Working with local young people

In 2019… Inspired by PPMP team member Brian Buckley’s workshop with Hudson, NY high school students in 2016, and by our experience with our young helpers in Pontiac in 2018, we plan to partner with at least one youth organization in Illinois interested in using local prison history to educate and inspire local youth in Livingston County. We’re excited to bring you more details about that in 2019.


Engaging the community in Hudson, New York

In 2018… We were thrilled to partner once again with the Hudson Area Library to sponsor a community engagement event and create important community conversation, this time about youth incarceration in the Hudson Valley.

In August Dr. Alexandra Cox, author of Trapped in A Vice: The Consequences of Confinement for Young People, joined by PPMP team member Dr. Frankie Bailey, spoke to a rapt audience in the Library’s community room about the history of juvenile justice reform in the United States, in New York, and in the Hudson Valley. After Alexandra’s illustrated talk, Frankie started off the discussion by posing a series of questions that led into a full audience conversation about the cycles of repression and reform in juvenile justice. The conversation was much enriched by the participation of staff at local detention centers and people who had been incarcerated in detention centers who were in the local audience. Many thanks to Dan Udell for videotaping this event so we could share it on PPMP’s YouTube channel.

Alexandra Cox at the Hudson Area Library

In 2019… Plans are being laid for a local event in Hudson of the art project that PPMP team member and artist/educator Maureen McNeil and artist/survivor of solitary confinement at the NYS Training School for Girls, Luz Minerva Muniz, have been working on. Stay tuned for more details!

Luz Minerva Muniz, NYS Training School for Girls

Laying the groundwork for a new site of prison memory?

In 2018… We were privileged to meet citizen historians in the town of Dwight, Illinois and welcomed them to our Pop-Up Museum in Pontiac. Dwight, just a few miles north of Pontiac, hosted an historic reformatory and then a prison for women from 1930 to 2013 when former Governor Pat Quinn closed the prison. We’ve been talking to community members who worked at the prison, reviewing some primary source materials and work by scholars, and we think there is some fascinating and important prison history there.

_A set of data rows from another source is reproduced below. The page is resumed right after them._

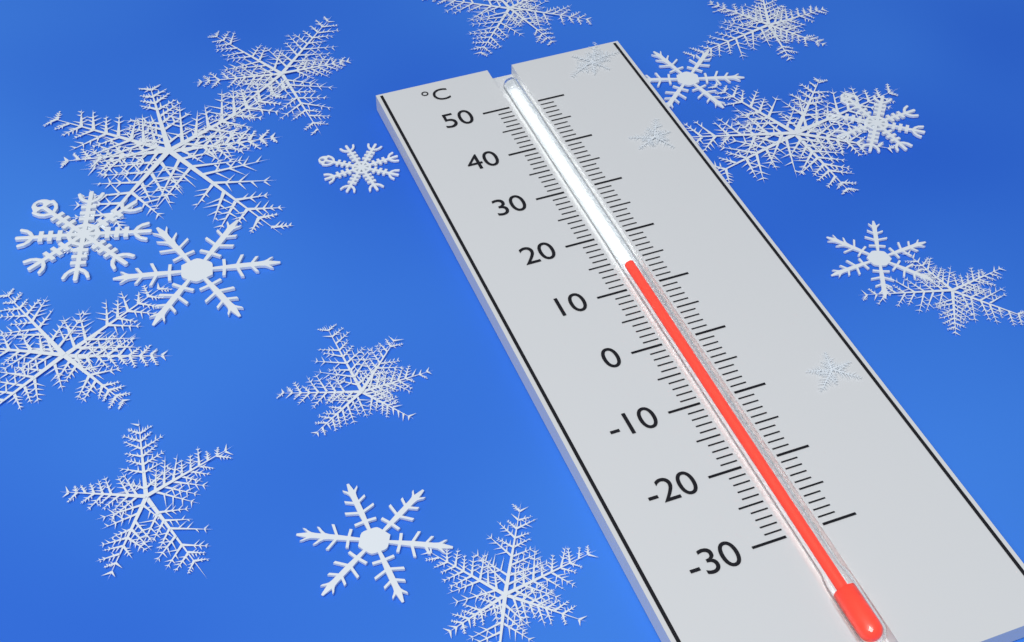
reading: 14 °C
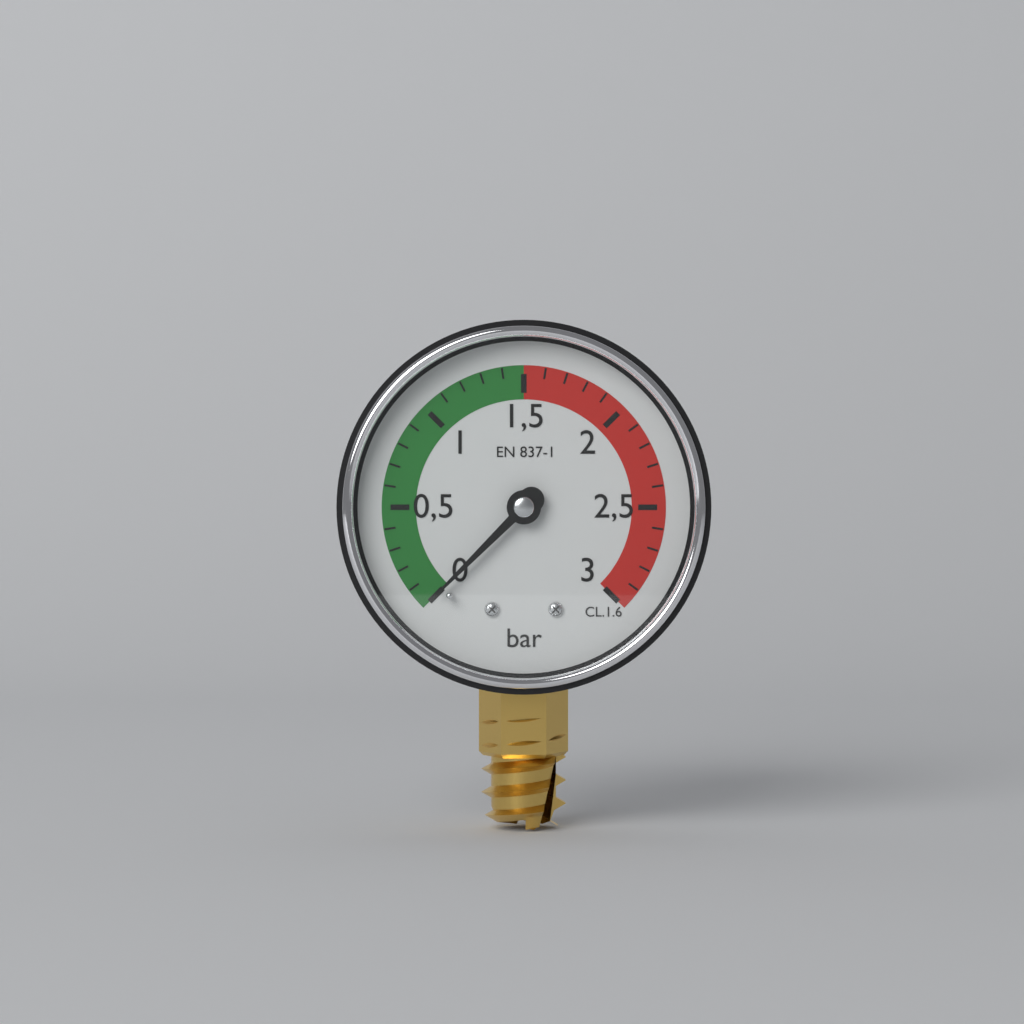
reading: 0.0 bar
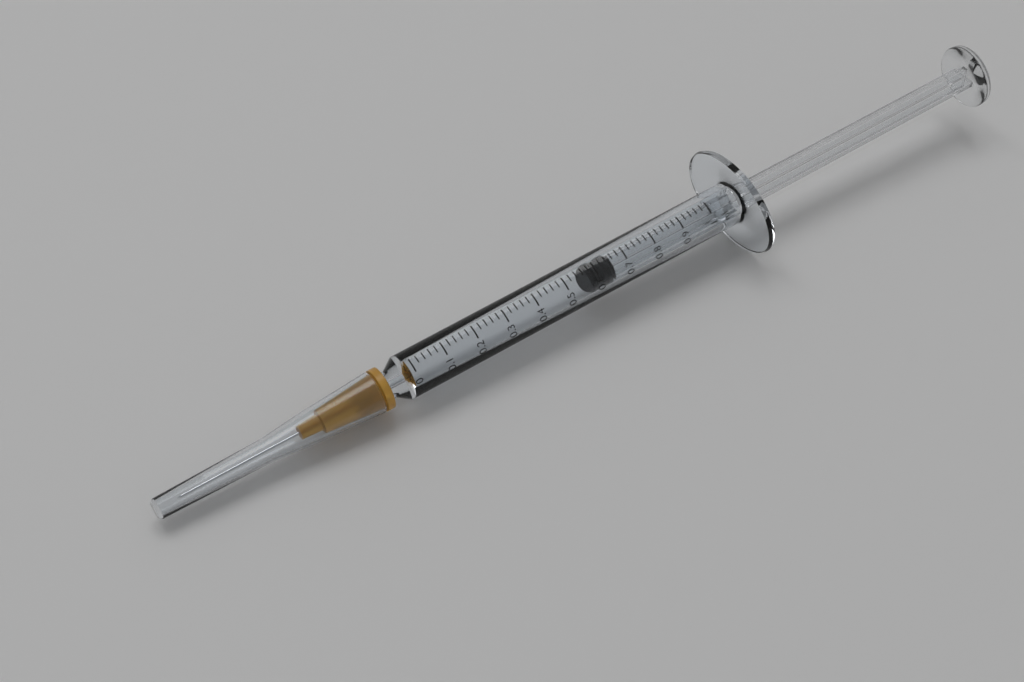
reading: 0.58 ml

In 2019… We hope to continue getting to know the community of Dwight and educating ourselves about the town and the critical role its prison played in the history of women’s incarceration. Stay tuned!

Dwight Correctional Facility

That wraps up this report on the Highlights of PPMP’s work in 2018 and a preview of our plans for 2019.

We send our best wishes to you for a joyous holiday season and a new year filled with hope, health, and happiness.